Nearly one thousand students, researchers, and school classes from Finland, Europe and Kenya have visited Taita Research Station during these years. It has offered a view to conditions in a developing country and a chance to follow up the effects of climate change, and inspired the master and doctoral theses of almost 100 students in subjects like geography, biology, geology, forestry, and environmental physics, mostly at the University of Helsinki, but also in Kenyan and European universities. In the montane rain forests of the Taita Hills, researchers from the University of Helsinki have only recently discovered previously unknown mammals; tree hyrax and dwarf galago.
Geoinformatics professor Petri Pellikka started his research in the Taita Hills in 2003 and his active networking with local research institutes created a basis for establishing a University of Helsinki research station in 2011. He carried out field work for his own MSc thesis in Taita as a geography student in 1989.
A permanent home base has supplied stability and proven necessary. The accumulated local knowledge, geoinformation data, measuring stations and the research data they have gathered about e.g. the effect climate change has had on nature, form a good basis for many research and development projects.
The station is also locally appreciated, which was manifested in the Kenyan Hero award conferred on the supervisor of the station.
Taita is like a miniature Africa
What makes this five-thousand square-kilometre area in the Taita Taveta District such an interesting region to study?
–The geographical location and the variation in elevation from 500 metres to over 2,200 metres, says Pellikka. Taita is like a miniature of Africa, with its dry grass savannah in the plains and humid rain forests on the Taita Hills, all within a small area. Because of the climate and weather conditions, land use and human activity are different on the plains and in the highlands. Add to that the largest sisal plantation in Africa, mining activities, large conservation areas and tourism in them, and the main railroad and trunk road of Kenya Nairobi to Mombasa, and we have a model of a developing African country with respect to natural conditions. The Indian Ocean is 150 kilometres away and Mount Kilimanjaro in Tanzania is looming during clear weather conditions 100 km to the west.
Since the beginning of the 2000s, geographers from the University of Helsinki have carried out research and development work in Africa with the aim of studying the effect of changing land use on climate change. They have also developed mitigating strategies for land use and changes in land cover, and adaptation strategies for climate change through remote sensing and environmental measurements.
In addition to Taita, Pellikka manages the Earth Change Observation Lab research group, which has studied the megatrend of land cover change in Eritrea, Tanzania, Ethiopia, Burkina Faso, and Sierra Leone. This work can now be utilised in the ESSA project, which will implement global responsibility, one of the strategic objectives of the University of Helsinki and part of Finland’s official Africa strategy.
At the end of 2020, the ESSA project (Earth observation and environmental sensing for climate-smart sustainable agro-pastoralism ecosystem transformation in East Africa ) was launched with 5 Million Euros of funding from the European Commission’s Directorate General for International Cooperation and Development, with the purpose of developing sustainable solutions for diversifying livestock management in East Africa. Livelihood uses up large areas of land while producing less food security than croplands, but cuts back on biodiversity and carbon sequestration.
–Without the long-term collaboration and local knowledge we wouldn’t have such good premises for applying for and supervising large research projects, Pellikka says.
Global responsibility for the best of the world
The research station has been a vital arena for many of the Ministry for Foreign Affairs of Finland’s and Academy of Finland’s multidisciplinary projects, from remote sensing to virology.
–Many graduates who have written their MSc thesis in Taita have ended up in international development postings, or have personally worked to bring knowledge about Africa and its development closer to Finland. Our research station is implementing the global responsibility for the best of the world called for by the University of Helsinki, Pellikka summarises.
The work is not limited to Africa, since Pellikka’s research group includes also Asian and South American researchers with interests in the deforestation in Amazonia, for example.
Land cover change megatrend taking place at Taita occur all over in the Global South, in general. The dwindling rain forests, establishment of plantations, and the expansion of agricultural land at the expense of woody vegetation are part of a process that is occurring on a larger scale in the Amazonia and south-eastern Asia. Deforestation also leads to increased contacts between wild animals and disease bearers on the one hand, and humans on the other; something Professor Olli Vapalahti and his research group is studying in Taita.
Taita Research Station 10-Year Anniversary Webinar
The tenth anniversary of the Taita Research Station will be celebrated on 28th January, 2021, at the Tavastia jubilee hall of the Hämäläis-Osakunta student association of the University of Helsinki. There will not be a large audience, but you can attend the diverse programme via Zoom. Salutations and a wide range of current projects will be presented in situ, but the most distant speakers, the staff of Taita Research Station, will participate from the celebrating venue, Taita itself.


### PROBLEM TO SOLVE
The whole listing should come back exactly as written, except for the pictures.

### DATA EXCERPTS
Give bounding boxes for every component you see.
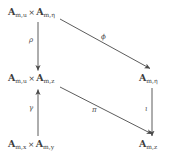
commutative-diagram: Am,u×Am,η Am,u×Am,z Am,x×Am,y Am,η Am,z … xyxy=(0,0,178,160)
node-bottom-left: Am,x×Am,y xyxy=(8,139,54,150)
node-middle-left-factor2-sub: m,z xyxy=(44,77,55,84)
node-top-left-factor2-base: A xyxy=(36,6,43,17)
node-top-left: Am,u×Am,η xyxy=(8,7,55,18)
arrow-label-gamma: γ xyxy=(29,105,33,112)
node-bottom-left-factor2-sub: m,y xyxy=(43,143,54,150)
node-bottom-right-sub: m,z xyxy=(146,143,157,150)
node-middle-right: Am,η xyxy=(139,73,158,84)
node-middle-left-factor2-base: A xyxy=(36,72,43,83)
node-middle-right-sub: m,η xyxy=(146,77,158,84)
product-operator: × xyxy=(26,140,35,149)
arrow-label-pi: π xyxy=(92,107,97,114)
arrow-label-iota: ι xyxy=(145,106,148,113)
product-operator: × xyxy=(27,74,36,83)
node-bottom-left-factor2-base: A xyxy=(36,138,43,149)
arrow-phi xyxy=(60,19,150,69)
node-middle-left-factor1-sub: m,u xyxy=(15,77,27,84)
arrow-label-rho: ρ xyxy=(29,37,33,44)
node-bottom-left-factor1-sub: m,x xyxy=(15,143,26,150)
node-top-left-factor1-sub: m,u xyxy=(15,11,27,18)
node-top-left-factor2-sub: m,η xyxy=(44,11,56,18)
node-bottom-right: Am,z xyxy=(139,139,157,150)
product-operator: × xyxy=(27,8,36,17)
node-middle-left: Am,u×Am,z xyxy=(8,73,55,84)
arrow-label-phi: ϕ xyxy=(101,34,106,41)
arrow-pi xyxy=(60,87,152,134)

### RESULT
Give bounding boxes for every component you see.
commutative-diagram: Am,u×Am,η Am,u×Am,z Am,x×Am,y Am,η Am,z … xyxy=(0,0,178,160)
node-bottom-left: Am,x×Am,y xyxy=(8,139,54,150)
node-middle-left-factor2-sub: m,z xyxy=(44,77,55,84)
node-top-left-factor2-base: A xyxy=(36,6,43,17)
node-top-left: Am,u×Am,η xyxy=(8,7,55,18)
arrow-label-gamma: γ xyxy=(29,105,33,112)
node-bottom-left-factor2-sub: m,y xyxy=(43,143,54,150)
node-bottom-right-sub: m,z xyxy=(146,143,157,150)
node-middle-right: Am,η xyxy=(139,73,158,84)
node-middle-left-factor2-base: A xyxy=(36,72,43,83)
node-middle-right-sub: m,η xyxy=(146,77,158,84)
product-operator: × xyxy=(26,140,35,149)
arrow-label-pi: π xyxy=(92,107,97,114)
arrow-label-iota: ι xyxy=(145,106,148,113)
product-operator: × xyxy=(27,74,36,83)
node-bottom-left-factor2-base: A xyxy=(36,138,43,149)
arrow-phi xyxy=(60,19,150,69)
node-middle-left-factor1-sub: m,u xyxy=(15,77,27,84)
arrow-label-rho: ρ xyxy=(29,37,33,44)
node-bottom-left-factor1-sub: m,x xyxy=(15,143,26,150)
node-top-left-factor1-sub: m,u xyxy=(15,11,27,18)
node-top-left-factor2-sub: m,η xyxy=(44,11,56,18)
node-bottom-right: Am,z xyxy=(139,139,157,150)
product-operator: × xyxy=(27,8,36,17)
node-middle-left: Am,u×Am,z xyxy=(8,73,55,84)
arrow-label-phi: ϕ xyxy=(101,34,106,41)
arrow-pi xyxy=(60,87,152,134)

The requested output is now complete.